How hot does RTX 4090 memory get during gaming?

GDDR6X memory temperatures typically reach 90-95°C during intensive gaming workloads under typical air-cooled configurations, sometimes exceeding 100°C in poorly ventilated cases. While Micron specifies maximum operating temperatures of 95°C, brief excursions above this shouldn't cause immediate damage. Proper case airflow and quality cooling solutions help manage these temperatures effectively.

Will 24GB VRAM be enough in 3-5 years?

Based on historical trends and current trajectory, 24GB should remain adequate for high-end gaming through approximately 2027-2029, particularly when utilizing upscaling technologies like DLSS. The capacity exceeds most current requirements by comfortable margins, though AI workloads and professional applications may encounter limitations sooner than gaming. The combination of efficient cache design and evolving rendering techniques should help extend the card's useful lifespan.
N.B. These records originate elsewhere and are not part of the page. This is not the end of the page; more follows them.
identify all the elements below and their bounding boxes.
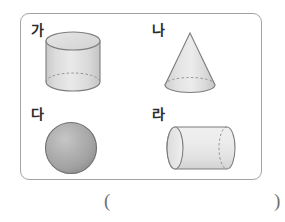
answer-close-paren: ) — [274, 191, 280, 210]
sphere-icon — [41, 118, 101, 178]
cylinder-horizontal-icon — [165, 122, 241, 174]
answer-open-paren: ( — [104, 191, 110, 210]
shape-label-ra: 라 — [152, 107, 165, 121]
cone-icon — [160, 28, 220, 96]
answer-row: ( ) — [0, 188, 285, 218]
cylinder-vertical-icon — [40, 30, 106, 100]
worksheet-page: 가 나 다 라 — [0, 0, 285, 222]
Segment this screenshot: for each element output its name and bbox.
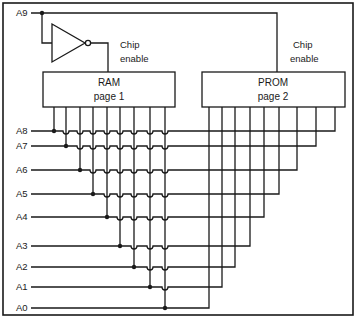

What's the difference between RTX 4090 and modified 48GB versions?

Modified 48GB versions use custom PCBs with memory chips on both sides of the board and modified VBIOS firmware, effectively doubling capacity while maintaining the same memory bus width. These modifications show minimal gaming benefits since no consumer games approach 24GB usage, but enable substantially larger AI model utilization. However, they exist outside official support channels, may have thermal concerns, and warranty implications make them risky investments for most users.